When Chayo thinks of the Virgin, she does not see a strong woman, she sees a weak woman, who stands by and lets other women be oppressed. She refuses to worship someone who is viewed as a “meek and passive mother” (Groover). Chayo expresses her grief at not being able to be accepted as a painter, and points out that if she was a man, or a father, she “could still be an artist, could love something instead of someone, and no one would call that selfish” (127). As the story goes on, she thinks herself to be pregnant.
When she finds out she is not pregnant, she believes it to be a sign from the Virgin that she cares about Chayo and accepts her for being a painter. In that sign, Chayo finally also accepts herself, having found a way to be herself and independent and also be religious and have faith. She realized that the pain that her mother and grandmother had to go through was not the Virgin’s fault, but of the patriarchy around her. The Virgin is the “power in my mother’s patience, strength in my grandmother’s endurance” (128).
After accepting the Virgin Chayo “wasn’t ashamed, then, to be my mother’s daughter, my grandmother’s granddaughter, and my ancestor’s child” (128). “Little Miracles, Kept Promises” shows the struggle between being yourself and staying connected with your culture. Chayo wants to be a painter even though her family gives her grief for it and does not believe in her, she still decides to do what she loves, instead of what everyone else wants her to do. Her inner struggle is with her religion and beliefs.
She does not think that being an independent woman she can believe in the Virgin, because she believes the Virgin was oppressed in many ways and represents that oppression, and even lets it happen. It is not until she accidentally almost gets pregnant that Chayo believes that the Virgin is watching over her and that she can be independent but also have faith. Chayo’s gift to the Virgin is her hair, that she has “never cut since the day I was born,” because it is the only thing she has with enough worth to give (125). With her newfound faith in the Virgin and her shorter hair Chayo’s head feels “as light as if I’d raised it from water” (125).
Chayo by the end of her letter reveals that she has rejected “the demand for female passivity” and has begun “embracing her Latina heritage” (Groover). In only one of these three stories, the main female character has overcome her struggle with herself and her religion. Cisneros uses the age progression of the book to show the differences between the actions of oppression to women. When they are young, they are helpless. There is nothing they can do, they may realize they are being oppressed, but other than running away into possibly even more dangerous situations, they cannot do anything.

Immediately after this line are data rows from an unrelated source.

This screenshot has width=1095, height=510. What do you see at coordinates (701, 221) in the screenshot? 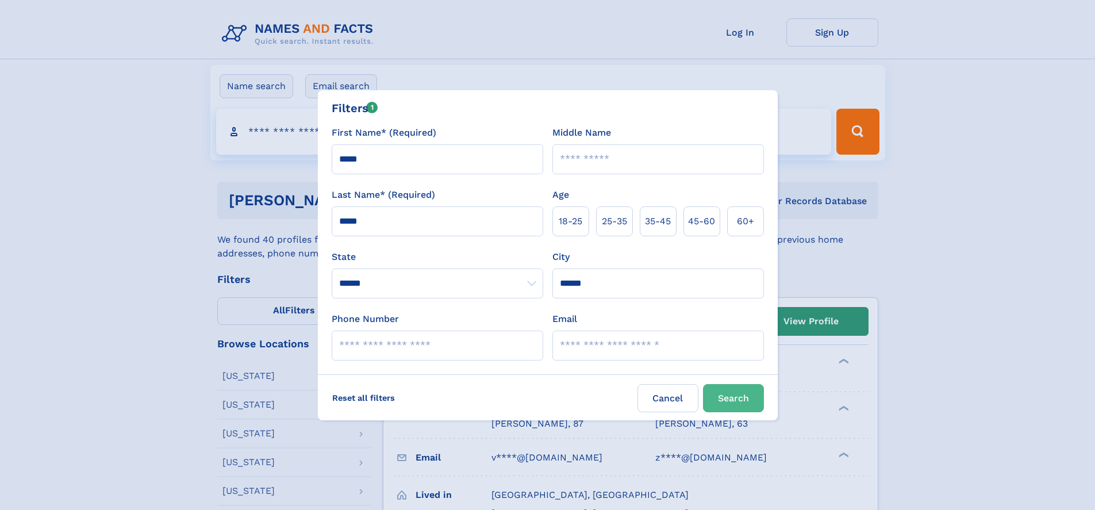
I see `span: 45‑60` at bounding box center [701, 221].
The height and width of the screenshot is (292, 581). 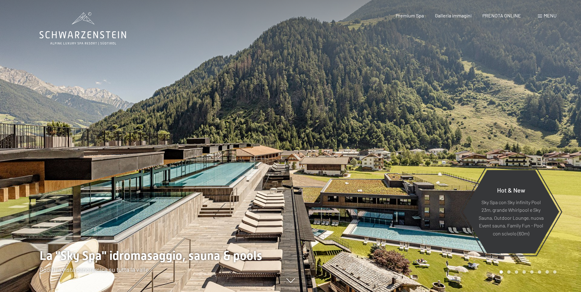 I want to click on div: Carousel Page 8, so click(x=555, y=272).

Patricia was at such a young age, she had no choice but to go back to her abusive father. With Cleofilas, she decides to go back to her old family and face the shame of not staying with her husband and becoming a single mother. Although she was able to make that decision for herself, she is still retreating to her father’s household and rules. Chayo is the only one out of these three that have a successful conclusion. She is able to become one with herself, her career, and her culture, balancing all three and becoming happy.
In a way, this is Cisneros showing that even though your community from such a young age can oppress you, you can still find a way out and achieve the happiness and the life that you want for yourself. Women can be independent and have careers that do not conform to their societal norms while also celebrating their religion and faith. One of Cisnero’s points is that not only can your community oppress you, but also you can oppress yourself. With Chayo, she found a way out and finding that balance is one of the most important things she could have done.